Computational energy efficiency tends to increase with performance, as is illustrated by the data below collected by Epoch AI. I assume organisms with a smaller individual mass tend to have lower performance. So I think humans have a higher computational energy efficiency than animals, and that these have a higher one than microorganisms.
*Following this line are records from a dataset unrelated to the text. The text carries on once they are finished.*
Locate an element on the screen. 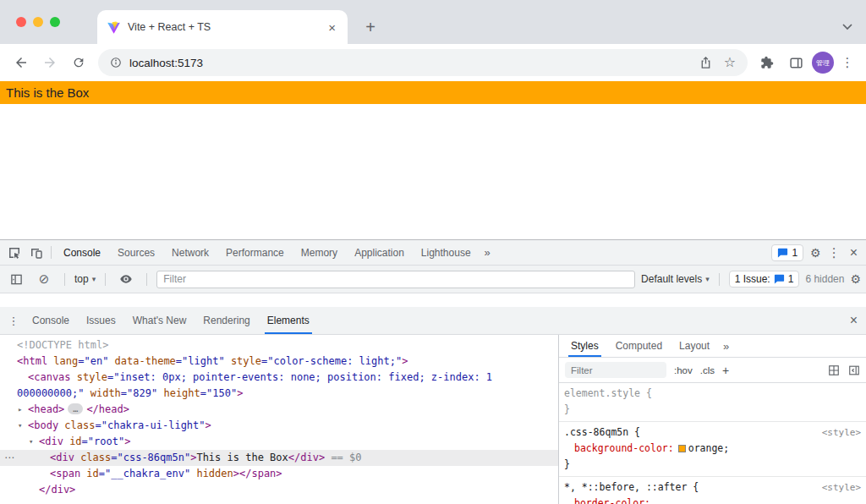 The image size is (866, 504). more-panels-chevron: » is located at coordinates (487, 252).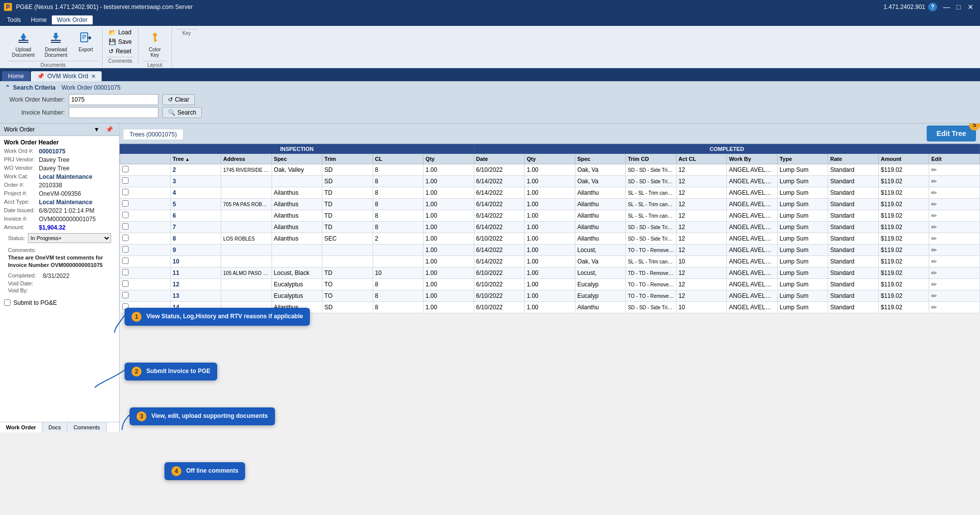  What do you see at coordinates (904, 159) in the screenshot?
I see `col-header-amount: Amount` at bounding box center [904, 159].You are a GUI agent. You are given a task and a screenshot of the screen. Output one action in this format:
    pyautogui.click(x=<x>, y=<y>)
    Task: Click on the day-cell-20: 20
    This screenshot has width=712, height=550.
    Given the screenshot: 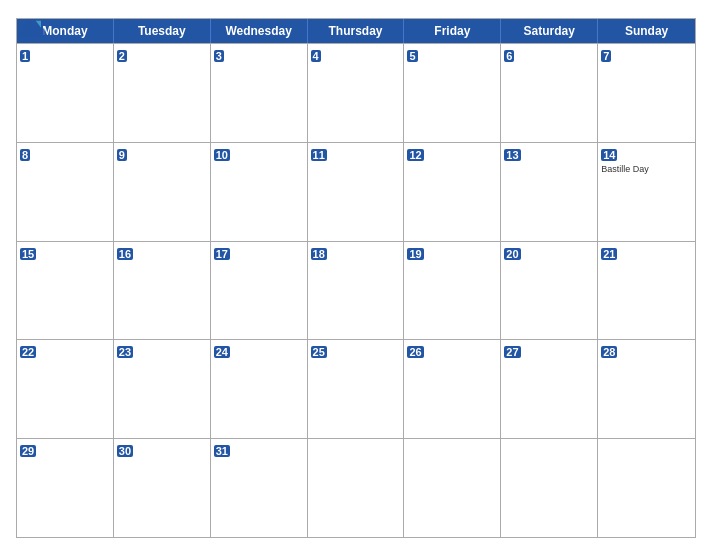 What is the action you would take?
    pyautogui.click(x=550, y=291)
    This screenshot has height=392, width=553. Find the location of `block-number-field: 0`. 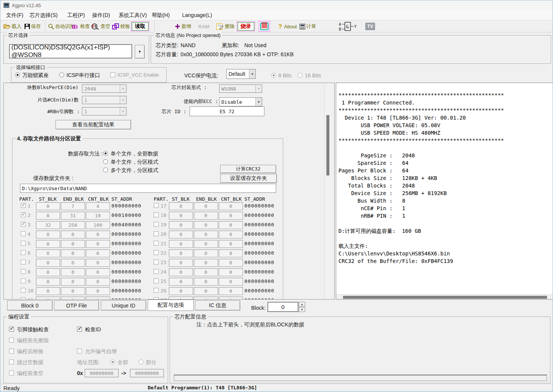

block-number-field: 0 is located at coordinates (283, 307).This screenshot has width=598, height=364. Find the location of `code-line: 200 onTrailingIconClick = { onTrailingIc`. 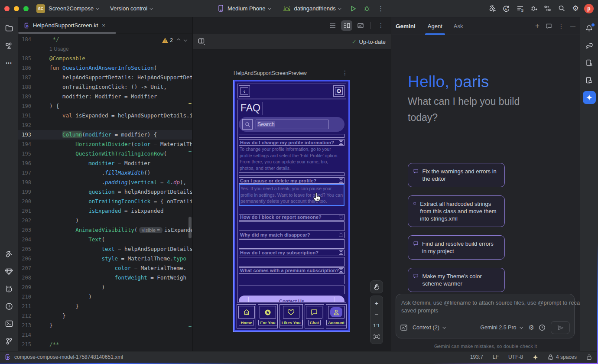

code-line: 200 onTrailingIconClick = { onTrailingIc is located at coordinates (105, 202).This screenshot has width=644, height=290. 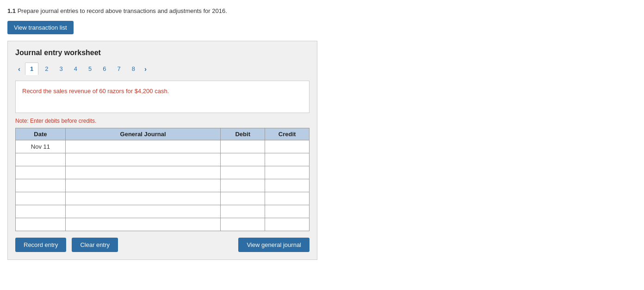 What do you see at coordinates (162, 121) in the screenshot?
I see `note-text: Note: Enter debits before credits.` at bounding box center [162, 121].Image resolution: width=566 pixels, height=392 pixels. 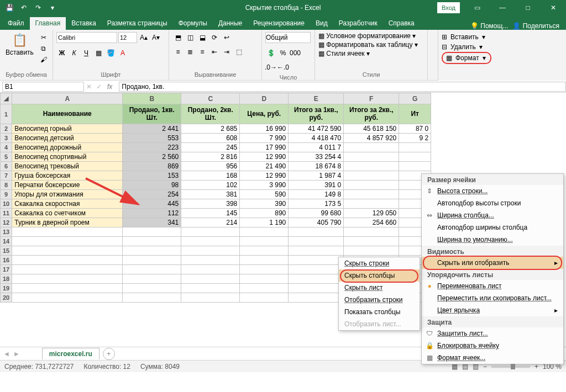 I want to click on cell: 445, so click(x=152, y=204).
For my assumed human performance of 10^15 FLOP/​s, and human basal metabolic power of 80 W, the computational energy efficiency (operations per unit energy) of humans is 12.5 k GFLOP/​J (= 10^15/​80). This is 5.00 times (= 12.5*10^3/​(2.5*10^3)) that of NVIDIA B100 (released on 15 November 2024), which is the ML hardware on Epoch AI’s database with the highest computational energy efficiency. Epoch AI estimates the computational energy efficiency of ML hardware has increased 30 % per year, as is illustrated below. At this rate, ML hardware will reach the computational energy efficiency of humans in 6.13 years (= LN(5.00)/​LN(1 + 0.3)). As a result, digital welfare per unit energy consumption will soon be similar to human welfare per unit energy consumption if digital welfare per FLOP is similar to human welfare per FLOP.
Computational energy efficiency tends to increase with performance, as is illustrated by the data below collected by Epoch AI. I assume organisms with a smaller individual mass tend to have lower performance. So I think humans have a higher computational energy efficiency than animals, and that these have a higher one than microorganisms.